Game of Thrones has been keeping season 8’s episode titles super-secret — so what can they tell us about what to expect? Let’s look at “The Long Night.”
Everyone’s probably aware by now that HBO’s sitting on all of the titles for the final episodes of Game of Thrones. We don’t find out what these installments are actually called until the conclusion of each episode’s East Coast broadcast, ostensibly because the network doesn’t want anything spoiling the surprises involved in the series’ ending.
Even simple things like titles.
Not that any of the episodes so far have been called anything out of the ordinary – or, frankly, anything viewers couldn’t have guessed on their own.
The names of the first two season 8 installments, “Winterfell” and “A Knight of the Seven Kingdoms,” are basically the definition of straightforward. And Season 8’s third installment is similarly basic: “The Long Night”.
Not that the episode name isn’t poetic on multiple levels or anything, but seriously – duh? Of course that’s what it’s called!
We’ve known for months that the epic Battle for Winterfell would likely take place in season 8’s third episode, and even if that weren’t the case, the ending of last week’s installment left little doubt what would happen.
The titular long night can, of course, refer simply to the battle itself, which rages until dawn is breaking on the horizon. It is, in the strictest sense, literally a long night.
However, there is a certain gorgeous symmetry to the title as well. In Game of Thrones lore, characters often refer to “The Long Night,” a winter which occurred thousands of years before the Targaryen conquest that united six of Westeros’ seven kingdoms. This epic winter lasted for a generation and killed many people through starvation and cold.
This event is also when the White Walkers first came to Westeros from the extreme north, in the Land of Always Winter. Then, as now, they apparently were seeking to destroy all human life, and failed. That they should do so again in a Game of Thrones episode named after that original event feels pretty right and definitely like it was on purpose.
There’s a lovely feeling of coming full circle with the Night King and his followers meeting their end in an episode named after the White Walkers’ first failed attempted to take over. (As well as in the idea that it’s Arya Stark who ultimately ends him.)
Using the title “The Long Night” in this instance also implies that a change is coming to Westeros. This seems fairly obvious, given how many of the country’s great Houses are at war with one another, and have been since this series began. But the thing is, when the original Long Night ended, following a struggle known as the War for the Dawn, lots of things changed.
The Wall was constructed to protect humanity as a whole. The Night’s Watch was founded to man it. And humans understood that there were risks bigger than their own petty squabbles in the world.
Perhaps that’s the sort of ending that Game of Thrones is heading toward as well?
We can only hope.
Game of Thrones airs Sundays at 9 p.m. ET on HBO.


Exactly as they stand, set down all of the records again.

========================

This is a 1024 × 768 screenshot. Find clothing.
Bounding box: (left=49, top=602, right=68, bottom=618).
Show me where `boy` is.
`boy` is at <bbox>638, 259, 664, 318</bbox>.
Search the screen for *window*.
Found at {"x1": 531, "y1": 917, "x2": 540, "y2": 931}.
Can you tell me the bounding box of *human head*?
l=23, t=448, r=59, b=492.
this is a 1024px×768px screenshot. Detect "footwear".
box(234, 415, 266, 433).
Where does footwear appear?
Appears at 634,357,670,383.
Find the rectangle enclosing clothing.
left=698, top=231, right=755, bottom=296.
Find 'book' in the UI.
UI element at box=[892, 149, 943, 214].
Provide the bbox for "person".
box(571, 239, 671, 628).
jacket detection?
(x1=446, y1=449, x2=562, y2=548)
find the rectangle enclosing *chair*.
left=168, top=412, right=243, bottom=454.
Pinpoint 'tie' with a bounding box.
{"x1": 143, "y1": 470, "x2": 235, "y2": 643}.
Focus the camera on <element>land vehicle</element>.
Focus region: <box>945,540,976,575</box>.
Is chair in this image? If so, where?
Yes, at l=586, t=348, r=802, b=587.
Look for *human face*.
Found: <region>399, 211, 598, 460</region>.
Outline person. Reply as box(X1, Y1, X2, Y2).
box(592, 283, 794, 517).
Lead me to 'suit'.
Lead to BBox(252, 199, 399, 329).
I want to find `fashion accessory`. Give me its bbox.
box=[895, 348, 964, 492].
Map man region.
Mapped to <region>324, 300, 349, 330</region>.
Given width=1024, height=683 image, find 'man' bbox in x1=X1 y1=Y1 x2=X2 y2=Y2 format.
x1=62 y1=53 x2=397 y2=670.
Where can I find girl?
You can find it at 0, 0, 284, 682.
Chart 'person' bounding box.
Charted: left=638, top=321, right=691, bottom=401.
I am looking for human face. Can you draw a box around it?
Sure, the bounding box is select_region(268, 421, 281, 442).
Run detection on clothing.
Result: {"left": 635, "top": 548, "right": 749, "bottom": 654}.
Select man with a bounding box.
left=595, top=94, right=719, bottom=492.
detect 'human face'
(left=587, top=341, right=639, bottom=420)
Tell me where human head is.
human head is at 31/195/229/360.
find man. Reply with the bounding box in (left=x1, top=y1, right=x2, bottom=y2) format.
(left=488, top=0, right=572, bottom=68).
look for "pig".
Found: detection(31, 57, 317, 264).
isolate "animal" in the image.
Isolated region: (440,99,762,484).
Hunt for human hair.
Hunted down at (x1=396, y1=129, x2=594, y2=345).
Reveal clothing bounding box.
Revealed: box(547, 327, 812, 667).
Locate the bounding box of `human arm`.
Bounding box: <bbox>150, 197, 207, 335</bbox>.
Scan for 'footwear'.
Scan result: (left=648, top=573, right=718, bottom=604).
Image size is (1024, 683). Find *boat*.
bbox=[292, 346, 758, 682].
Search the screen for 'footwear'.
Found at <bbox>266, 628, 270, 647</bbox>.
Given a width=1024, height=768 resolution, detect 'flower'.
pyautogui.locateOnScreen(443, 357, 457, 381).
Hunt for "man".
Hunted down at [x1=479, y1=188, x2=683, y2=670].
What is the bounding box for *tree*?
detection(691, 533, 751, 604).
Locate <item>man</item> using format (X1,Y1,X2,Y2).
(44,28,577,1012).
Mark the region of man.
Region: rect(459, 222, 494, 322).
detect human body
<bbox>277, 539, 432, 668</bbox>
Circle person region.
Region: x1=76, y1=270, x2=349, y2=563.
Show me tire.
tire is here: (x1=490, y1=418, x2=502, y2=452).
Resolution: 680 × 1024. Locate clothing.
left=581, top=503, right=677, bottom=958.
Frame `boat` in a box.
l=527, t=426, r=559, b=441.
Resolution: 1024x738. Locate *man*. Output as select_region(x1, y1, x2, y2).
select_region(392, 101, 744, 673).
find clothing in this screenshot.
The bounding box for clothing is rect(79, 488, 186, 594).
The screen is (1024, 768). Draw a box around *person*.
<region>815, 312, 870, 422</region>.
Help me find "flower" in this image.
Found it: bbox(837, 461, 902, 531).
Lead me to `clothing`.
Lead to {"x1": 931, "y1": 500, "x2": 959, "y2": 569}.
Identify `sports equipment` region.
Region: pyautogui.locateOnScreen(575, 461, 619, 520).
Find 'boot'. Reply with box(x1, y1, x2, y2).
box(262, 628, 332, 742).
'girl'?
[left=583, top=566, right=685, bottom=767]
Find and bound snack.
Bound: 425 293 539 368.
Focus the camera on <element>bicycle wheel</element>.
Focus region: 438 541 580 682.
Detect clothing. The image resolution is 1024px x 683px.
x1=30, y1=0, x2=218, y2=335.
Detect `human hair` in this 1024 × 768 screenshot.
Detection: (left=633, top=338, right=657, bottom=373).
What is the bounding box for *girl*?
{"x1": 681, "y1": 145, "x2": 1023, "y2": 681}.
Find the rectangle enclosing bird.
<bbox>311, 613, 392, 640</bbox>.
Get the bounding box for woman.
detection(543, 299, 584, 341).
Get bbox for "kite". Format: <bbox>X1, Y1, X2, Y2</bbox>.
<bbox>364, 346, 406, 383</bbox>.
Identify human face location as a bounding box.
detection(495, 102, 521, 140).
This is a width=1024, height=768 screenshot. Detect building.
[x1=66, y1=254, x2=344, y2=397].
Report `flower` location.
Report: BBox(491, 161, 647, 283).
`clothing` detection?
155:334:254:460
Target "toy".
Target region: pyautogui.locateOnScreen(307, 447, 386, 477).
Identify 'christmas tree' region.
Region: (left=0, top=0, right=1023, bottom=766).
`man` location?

========================

Your response:
This is a 1024 × 768 screenshot. Find clothing.
Bounding box: (left=49, top=602, right=68, bottom=618).
Show me where `boy` is.
`boy` is at <bbox>638, 259, 664, 318</bbox>.
Search the screen for *window*.
Found at {"x1": 531, "y1": 917, "x2": 540, "y2": 931}.
Can you tell me the bounding box of *human head*?
l=23, t=448, r=59, b=492.
this is a 1024px×768px screenshot. Detect "footwear".
box(234, 415, 266, 433).
Where does footwear appear?
Appears at 634,357,670,383.
Find the rectangle enclosing clothing.
left=698, top=231, right=755, bottom=296.
Find 'book' in the UI.
UI element at box=[892, 149, 943, 214].
Provide the bbox for "person".
box(571, 239, 671, 628).
jacket detection?
(x1=446, y1=449, x2=562, y2=548)
find the rectangle enclosing *chair*.
left=168, top=412, right=243, bottom=454.
Pinpoint 'tie' with a bounding box.
{"x1": 143, "y1": 470, "x2": 235, "y2": 643}.
Focus the camera on <element>land vehicle</element>.
Focus region: <box>945,540,976,575</box>.
Is chair in this image? If so, where?
Yes, at l=586, t=348, r=802, b=587.
Look for *human face*.
Found: <region>399, 211, 598, 460</region>.
Outline person. Reply as box(X1, Y1, X2, Y2).
box(592, 283, 794, 517).
Lead me to 'suit'.
Lead to BBox(252, 199, 399, 329).
I want to find `fashion accessory`. Give me its bbox.
box=[895, 348, 964, 492].
Map man region.
Mapped to <region>324, 300, 349, 330</region>.
Given width=1024, height=683 image, find 'man' bbox in x1=X1 y1=Y1 x2=X2 y2=Y2 format.
x1=62 y1=53 x2=397 y2=670.
Where can I find girl?
You can find it at 0, 0, 284, 682.
Chart 'person' bounding box.
Charted: left=638, top=321, right=691, bottom=401.
I am looking for human face. Can you draw a box around it?
Sure, the bounding box is select_region(268, 421, 281, 442).
Run detection on clothing.
Result: {"left": 635, "top": 548, "right": 749, "bottom": 654}.
Select man with a bounding box.
left=595, top=94, right=719, bottom=492.
detect 'human face'
(left=587, top=341, right=639, bottom=420)
Tell me where human head is.
human head is at 31/195/229/360.
find man. Reply with the bounding box in (left=x1, top=y1, right=x2, bottom=y2) format.
(left=488, top=0, right=572, bottom=68).
look for "pig".
Found: detection(31, 57, 317, 264).
isolate "animal" in the image.
Isolated region: (440,99,762,484).
Hunt for human hair.
Hunted down at (x1=396, y1=129, x2=594, y2=345).
Reveal clothing bounding box.
Revealed: box(547, 327, 812, 667).
Locate the bounding box of `human arm`.
Bounding box: <bbox>150, 197, 207, 335</bbox>.
Scan for 'footwear'.
Scan result: (left=648, top=573, right=718, bottom=604).
Image size is (1024, 683). Find *boat*.
bbox=[292, 346, 758, 682].
Search the screen for 'footwear'.
Found at <bbox>266, 628, 270, 647</bbox>.
Given a width=1024, height=768 resolution, detect 'flower'.
pyautogui.locateOnScreen(443, 357, 457, 381).
Hunt for "man".
Hunted down at [x1=479, y1=188, x2=683, y2=670].
What is the bounding box for *tree*?
detection(691, 533, 751, 604).
Locate <item>man</item> using format (X1,Y1,X2,Y2).
(44,28,577,1012).
Mark the region of man.
Region: rect(459, 222, 494, 322).
detect human body
<bbox>277, 539, 432, 668</bbox>
Circle person region.
Region: x1=76, y1=270, x2=349, y2=563.
Show me tire.
tire is here: (x1=490, y1=418, x2=502, y2=452).
Resolution: 680 × 1024. Locate clothing.
left=581, top=503, right=677, bottom=958.
Frame `boat` in a box.
l=527, t=426, r=559, b=441.
Resolution: 1024x738. Locate *man*. Output as select_region(x1, y1, x2, y2).
select_region(392, 101, 744, 673).
find clothing in this screenshot.
The bounding box for clothing is rect(79, 488, 186, 594).
The screen is (1024, 768). Draw a box around *person*.
<region>815, 312, 870, 422</region>.
Help me find "flower" in this image.
Found it: bbox(837, 461, 902, 531).
Lead me to `clothing`.
Lead to {"x1": 931, "y1": 500, "x2": 959, "y2": 569}.
Identify `sports equipment` region.
Region: pyautogui.locateOnScreen(575, 461, 619, 520).
Find 'boot'. Reply with box(x1, y1, x2, y2).
box(262, 628, 332, 742).
'girl'?
[left=583, top=566, right=685, bottom=767]
Find and bound snack.
Bound: 425 293 539 368.
Focus the camera on <element>bicycle wheel</element>.
Focus region: 438 541 580 682.
Detect clothing. The image resolution is 1024px x 683px.
x1=30, y1=0, x2=218, y2=335.
Detect `human hair` in this 1024 × 768 screenshot.
Detection: (left=633, top=338, right=657, bottom=373).
What is the bounding box for *girl*?
{"x1": 681, "y1": 145, "x2": 1023, "y2": 681}.
Find the rectangle enclosing bird.
<bbox>311, 613, 392, 640</bbox>.
Get the bounding box for woman.
detection(543, 299, 584, 341).
Get bbox for "kite". Format: <bbox>X1, Y1, X2, Y2</bbox>.
<bbox>364, 346, 406, 383</bbox>.
Identify human face location as a bounding box.
detection(495, 102, 521, 140).
This is a width=1024, height=768 screenshot. Detect building.
[x1=66, y1=254, x2=344, y2=397].
Report `flower` location.
Report: BBox(491, 161, 647, 283).
`clothing` detection?
155:334:254:460
Target "toy".
Target region: pyautogui.locateOnScreen(307, 447, 386, 477).
Identify 'christmas tree' region.
Region: (left=0, top=0, right=1023, bottom=766).
`man` location?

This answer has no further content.